LTNs and the policy of virtuous obstruction
Councils are returning to the tolls and divisions of medievalism.
In the Middle Ages, passing from one area to another meant paying tolls - bridge tolls, canal tolls, road tolls, tolls to enter a city or town. The country was carved up into a patchwork of authorities who policed the movement of people from one part to another. Those with special privileges were able to pass from one zone to another: free travel was a liberty granted as an exemption, not as a right.
With the expansion of the market, these tolls and checks on internal travel were removed. Cities were integrated with the surrounding countryside, the land on one side of a bridge with that on the other. Nineteenth century municipal socialism paved and lit city streets, and built boulevards to ease congestion, then later provided trains, trams and buses to make it easier to get from one place to another.
Now, there is a return to medievalism in cities such as Oxford and London, where the city is being carved up into a series of shut-off streets (‘low-traffic neighbourhoods’, LTNs), on which car traffic is banned and residents must enter through a single entrance and exit. There are also ever-widening low emission zones (now stretching out to Heathrow airport), and plans for e-gates on key arterial roads in Oxford that can only be crossed by residents with a permit that grants them a certain number of crossings per year. A person wanting to travel a short distance across Oxford or Canterbury would have to make a large diversion, leaving the city and going all the way around the ringroad, then back into the city.
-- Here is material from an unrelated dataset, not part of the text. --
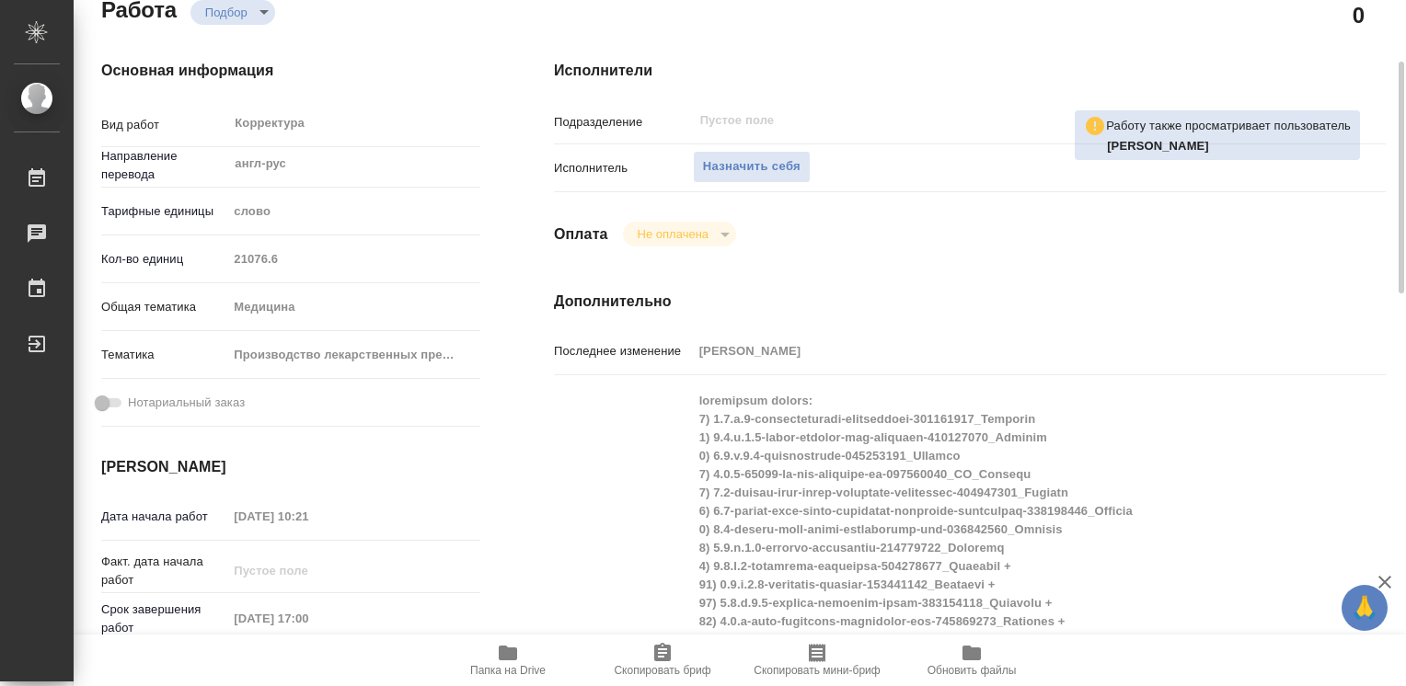  I want to click on p: Подразделение, so click(623, 122).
The vision of public authorities is of cities as patchworks, where everyone walks and cycles around within 15 minutes of their home, and only occasionally crosses into neighbouring zones, the crossings to which are guarded with cameras that check numberplates and extract fines.
What we see here is the founding of the public authority on virtuous obstruction. Restriction has become the single ‘public service’, and the primary means of transforming an area and making it nicer. Rather than build new transport systems - or even maintain a decent cycle network - Oxford County Council uses public taxes for the closing of roads.
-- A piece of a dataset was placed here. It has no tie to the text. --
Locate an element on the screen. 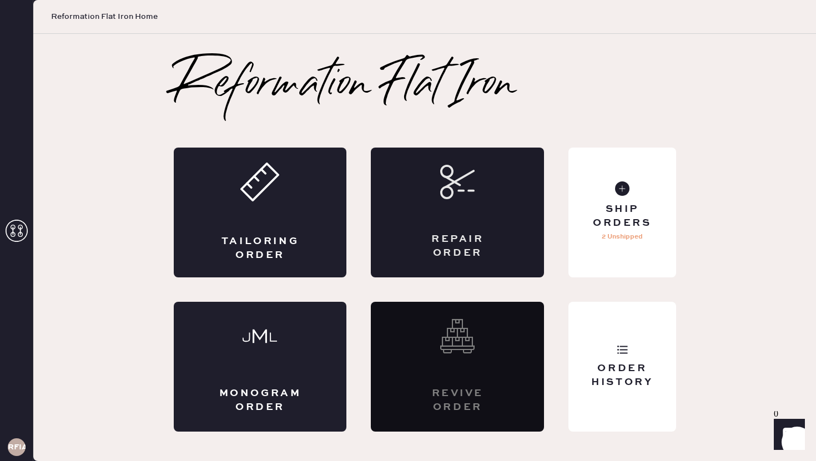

Today’s officials see short-sighted public conduct as the primary block on social improvement. The problems of cities are seen as a problem of people making wrong decisions, for example by using cars when they do not really need to. The roadblock - like electroshock for the mentally ill - is supposed to spur people towards better, correct decisions, which means that they and everyone else will be happier. (One local councillor said that most people need a ‘serious nudge’ which will result in some ‘pain’).
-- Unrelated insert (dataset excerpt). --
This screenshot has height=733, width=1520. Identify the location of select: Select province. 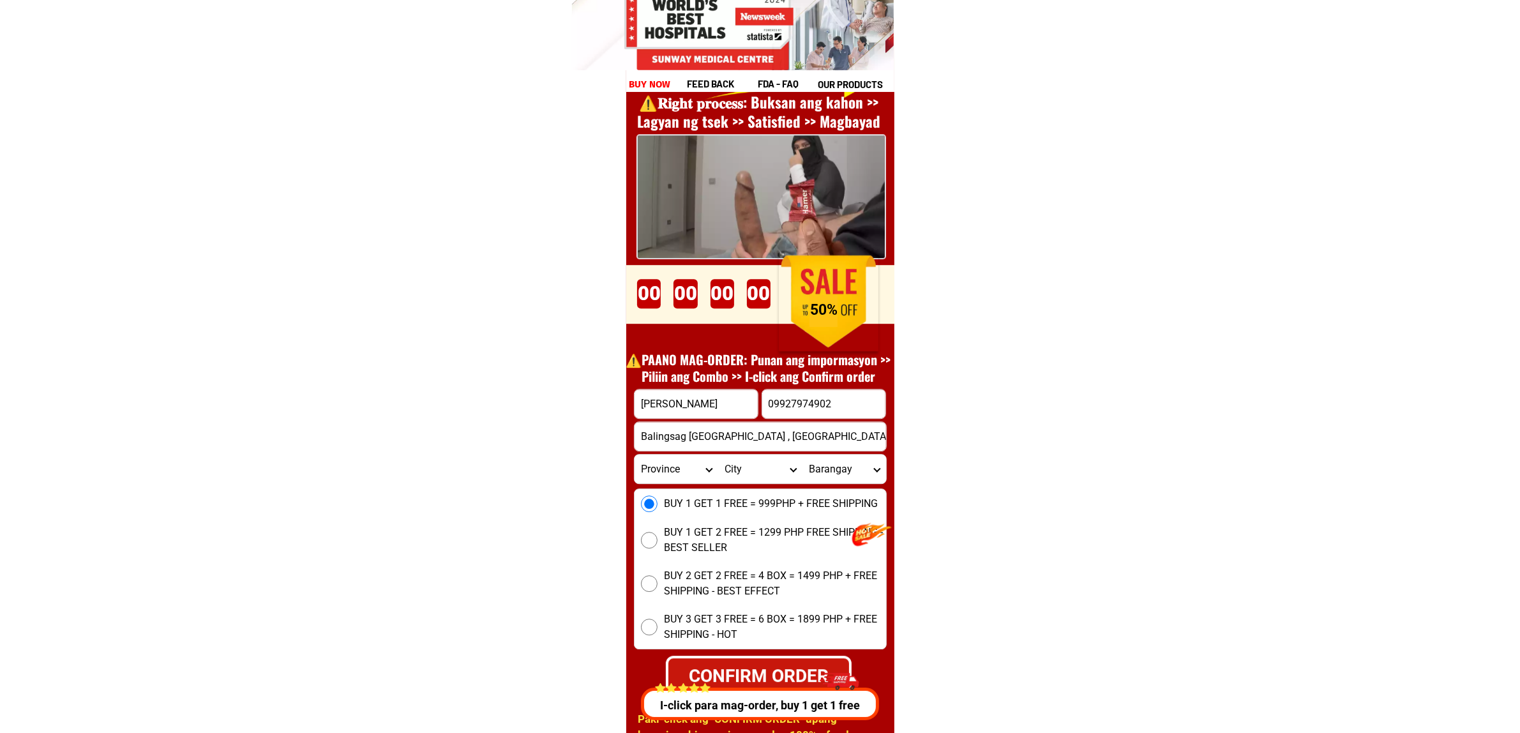
(676, 469).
This official mentality is estranged from the reality of city life and the reasons why people sometimes need to use cars - as has been pointed by Reconnecting Oxford and the Together Foundation. In reality, few of us can cycle up Oxford’s Headington Hill, especially with shopping or children in tow. Policy documents are full of pictures of happy people walking and cycling, surrounded by trees. But on the ground the result is traffic jams and cursing, with mothers with young children struggling to get to the supermarket and elderly people to get to their hospital appointments.
These measures create nothing; they merely restrict. Nothing will come of nothing: the main result of roadblocks will be blocked roads.